Moreover, the manner in which impoverished people are made to wait in long queues for hours is deeply distressing. Escalating living expenses over the last couple of years have forced many even in the many middle-income brackets to rely on TCB for essentials supplies. The long lines before TCB trucks show the grim economic reality of ordinary people and the devastating toll of soaring inflation on their lives.
Sadly, the people are being forced to receive the supplies at the cost of human dignity. This agonising wait is not only physically demanding but also emotionally taxing. On Wednesday, at least three women fainted in different parts of the capital while waiting in line, which highlights the immense hardship people endure to obtain supplies from TCB trucks and OMS distribution points. Many even return empty-handed after waiting for hours, as the stock of essential commodities often runs out before they reach all those waiting in line.

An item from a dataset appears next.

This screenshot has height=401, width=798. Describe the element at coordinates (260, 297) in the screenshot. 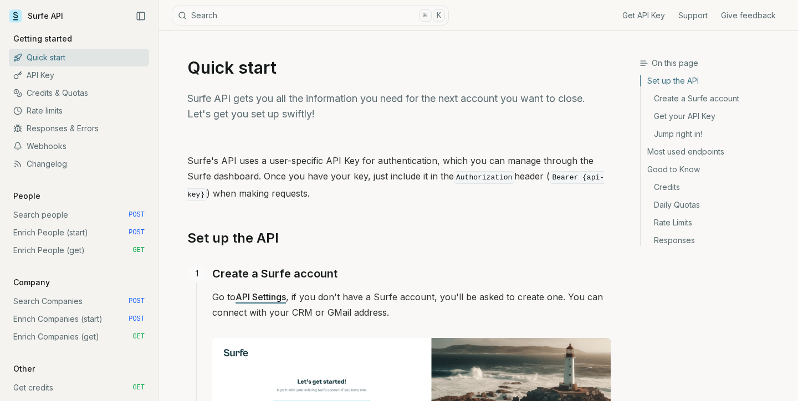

Compared to the overwhelming demand, the supply of essential commodities through this mechanism is merely a drop in the ocean. Consequently, it has little or no impact on market prices. And the public distribution system, which could have been a potent tool to fulfill the people's basic needs and fight inflation, has remained largely ineffective.
If protecting the poor from rising food prices is a priority, the government must strengthen TCB. Recent media reports have pointed to several factors contributing to TCB's limitations, including manpower shortage, inadequate warehouse facilities, corruption, and limited financial capabilities. These constraints hinder its ability to operate effectively. To make TCB an effective market intervention mechanism, it must be transformed into a robust institution with enhanced operational capacity. Necessary reforms should be undertaken to establish TCB as a full-fledged institution with increased storage capacity and greater decision-making authority regarding the import of essential commodities.

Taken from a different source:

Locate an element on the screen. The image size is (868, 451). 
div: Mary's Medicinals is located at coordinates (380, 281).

After the formation of the interim government, Bangladesh Bank has been trying to check inflation primarily through a single instrument, hiking the policy rate, based on the orthodox economic belief that inflation is primarily demand-driven and can be controlled by reducing the money supply in the market. To what extent this approach will be effective is much-debated as many argue that the current inflationary pressures are largely driven by issues related to the supply-side, as well as rising import costs and production costs. Furthermore, market manipulation, syndication, and rampant extortion are also fuelling inflation significantly. Apart from increasing market monitoring, a robust operation of the public distribution system could be an effective strategy to combat inflation. But, these critical factors have been largely ignored in the current policy response to curb inflation. The desperate wait of ordinary people calls for the urgent need to enhance TCB's capacity and expand its operations.